Diary note 33: Soviet memorial

Berlin, 9 March 2019

Beyond Kreuzberg and 11 stops from here by S-Bahn lies the Soviet memorial site at Treptower park (1949). From the railway station one walks directly into a park. The general aspect is both wide and austere, with rows of wintery beeches standing like freakish witches or immobile sentinels wherever one looks. Violet snow-clouds filled the sky, but a glittering sun was slanting here and there.

One enters a massive squat gate of grey stone, like a prison, with big hewn letters in Cyrillic and Roman. As we entered, we passed through a small mob of frolicking tourists, with children and loudspeakers and flags, as if they were there for another purpose. For instance to demonstrate politically or to celebrate a birthday. They entered later on, but got no farther than the first platform and then absconded. I never understood their aim.

The site is not only vast, but controlled in every detail. A central rectangle is dominated by enormous bronze circles, five wreaths weighing a ton or more. They are flanked by 16 massive sarcophagi in light stone. On their sides are roughly sculptured images of struggles; the most striking perhaps being a battle scene with a tank (German) crashing into a trench (Russian) where heroic fighters are throwing a kind of Panzerfaust which explodes in stone shrapnel. The same scenes are reproduced on the opposite side of the memorial, now with German captions. These texts were all citations of Joseph Stalin. They are inscribed in golden letters and after the first words honoring the intrepid heroes: vey repetitive. One gets the impression Stalin had little to say and would say everything clumsily. But that this lack of regards for the visitor was on purpose. Purposefully demeaning to the reader, showing who was in charge. After a while I stopped translating to KS.

Strangely enough there was only one series of faces with some civility or dignity. These were the heroes of the defense of Russia against Napoleon. They were standing in a row and their names were given. One remembers them from reading Tolstoy. The resulting feeling is that Czarism was more civilized than Stalinism.

The whole enormous memorial is dominated by a Russian soldier of colossal height, standing on an artificial hill. Once arrived at the soldiers feet one can no longer see the whole, but feels the oppressive weight of the statue. It holds an anachronistic sword in the right hand and a rescued child on the left arm. The face had some youth or nobility against the sky – but perhaps at such a scale and distance one projects one’s own illusions on it.

Between the feet is a small chapel, a Byzantine thing full of colors and gold effects. The most striking feature was a word in Russian letters that glows in white amidst the jumble of figures and in the center says: CLABA. That is the Slavonic motherland. It is a revelation.

Meanwhile the sky had been breaking and recomposing showing black and white and blue spaces, then suddenly burst into a hailstorm from which there was no escape.

Except from the bleak German beeches, the heart of the memorial was surrounded by weeping birches, from the tundra.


*WHAT IS EXPECTED*. From the listing below, copy each line where "this" occurs.

***

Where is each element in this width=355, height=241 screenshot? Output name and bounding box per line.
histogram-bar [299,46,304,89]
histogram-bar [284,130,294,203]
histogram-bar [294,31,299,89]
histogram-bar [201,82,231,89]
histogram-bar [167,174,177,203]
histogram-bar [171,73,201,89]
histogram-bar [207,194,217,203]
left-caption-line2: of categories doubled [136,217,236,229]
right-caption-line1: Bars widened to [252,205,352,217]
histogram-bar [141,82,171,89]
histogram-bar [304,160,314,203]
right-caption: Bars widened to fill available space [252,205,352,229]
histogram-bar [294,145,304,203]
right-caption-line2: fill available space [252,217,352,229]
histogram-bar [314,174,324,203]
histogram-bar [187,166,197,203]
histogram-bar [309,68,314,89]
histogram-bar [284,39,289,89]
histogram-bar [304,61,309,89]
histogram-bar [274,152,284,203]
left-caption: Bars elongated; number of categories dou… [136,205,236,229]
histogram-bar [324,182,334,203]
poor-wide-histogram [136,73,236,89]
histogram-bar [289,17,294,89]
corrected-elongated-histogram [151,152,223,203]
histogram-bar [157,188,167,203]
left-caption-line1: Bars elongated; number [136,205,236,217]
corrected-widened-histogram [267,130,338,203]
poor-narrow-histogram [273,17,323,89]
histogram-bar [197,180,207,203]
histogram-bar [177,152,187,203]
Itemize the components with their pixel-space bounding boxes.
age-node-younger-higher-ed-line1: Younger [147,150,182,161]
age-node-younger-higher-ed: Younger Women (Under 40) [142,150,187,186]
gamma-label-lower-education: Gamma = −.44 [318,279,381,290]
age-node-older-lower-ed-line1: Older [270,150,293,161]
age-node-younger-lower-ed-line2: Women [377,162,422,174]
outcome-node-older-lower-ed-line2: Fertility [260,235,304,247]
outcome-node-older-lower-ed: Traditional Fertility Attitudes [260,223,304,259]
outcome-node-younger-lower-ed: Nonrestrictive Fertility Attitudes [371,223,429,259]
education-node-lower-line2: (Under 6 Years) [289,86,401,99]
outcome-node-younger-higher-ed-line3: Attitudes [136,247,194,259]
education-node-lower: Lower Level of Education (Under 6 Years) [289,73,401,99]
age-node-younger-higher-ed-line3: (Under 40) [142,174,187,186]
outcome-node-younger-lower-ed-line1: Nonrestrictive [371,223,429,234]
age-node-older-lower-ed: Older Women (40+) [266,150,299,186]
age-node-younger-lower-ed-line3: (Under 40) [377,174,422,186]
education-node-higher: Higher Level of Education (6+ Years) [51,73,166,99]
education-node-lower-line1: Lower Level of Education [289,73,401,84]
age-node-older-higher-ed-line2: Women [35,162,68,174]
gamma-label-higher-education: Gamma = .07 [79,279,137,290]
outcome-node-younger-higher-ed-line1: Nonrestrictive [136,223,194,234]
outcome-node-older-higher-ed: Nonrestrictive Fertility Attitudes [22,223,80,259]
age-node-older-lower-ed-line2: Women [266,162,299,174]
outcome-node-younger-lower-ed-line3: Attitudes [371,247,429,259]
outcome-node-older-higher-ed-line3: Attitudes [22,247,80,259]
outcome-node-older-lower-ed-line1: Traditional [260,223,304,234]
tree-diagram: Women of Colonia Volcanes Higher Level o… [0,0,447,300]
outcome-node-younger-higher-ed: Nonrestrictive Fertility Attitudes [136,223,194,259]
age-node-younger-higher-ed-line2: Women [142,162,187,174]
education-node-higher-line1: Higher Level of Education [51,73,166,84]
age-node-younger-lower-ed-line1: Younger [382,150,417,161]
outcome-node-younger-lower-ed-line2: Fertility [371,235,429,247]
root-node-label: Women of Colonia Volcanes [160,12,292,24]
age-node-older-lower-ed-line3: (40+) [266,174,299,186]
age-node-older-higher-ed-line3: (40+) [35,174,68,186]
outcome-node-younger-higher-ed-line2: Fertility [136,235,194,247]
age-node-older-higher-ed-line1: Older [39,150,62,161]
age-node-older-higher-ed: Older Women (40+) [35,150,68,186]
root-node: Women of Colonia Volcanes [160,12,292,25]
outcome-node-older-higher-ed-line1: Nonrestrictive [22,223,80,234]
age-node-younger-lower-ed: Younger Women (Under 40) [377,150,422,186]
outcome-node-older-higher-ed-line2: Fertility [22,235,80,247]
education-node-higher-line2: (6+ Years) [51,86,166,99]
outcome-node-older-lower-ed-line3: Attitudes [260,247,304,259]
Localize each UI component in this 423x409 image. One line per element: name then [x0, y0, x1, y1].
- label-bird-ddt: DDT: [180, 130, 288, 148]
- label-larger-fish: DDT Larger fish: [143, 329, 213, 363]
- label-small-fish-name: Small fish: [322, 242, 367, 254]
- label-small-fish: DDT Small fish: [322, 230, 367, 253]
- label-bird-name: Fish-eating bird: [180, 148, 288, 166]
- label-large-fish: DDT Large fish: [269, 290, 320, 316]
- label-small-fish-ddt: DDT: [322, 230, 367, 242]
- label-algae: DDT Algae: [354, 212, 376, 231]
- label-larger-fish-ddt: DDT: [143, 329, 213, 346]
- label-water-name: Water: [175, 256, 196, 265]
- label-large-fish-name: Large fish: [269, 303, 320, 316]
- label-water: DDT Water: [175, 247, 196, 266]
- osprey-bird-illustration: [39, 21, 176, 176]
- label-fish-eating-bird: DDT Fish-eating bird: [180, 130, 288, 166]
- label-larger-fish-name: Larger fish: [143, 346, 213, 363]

***

*ANSWER*.
Where is each element in this width=355, height=241 screenshot? Output name and bounding box per line.
Localize each UI component in this 423x409 image. One line per element: name then [x0, y0, x1, y1].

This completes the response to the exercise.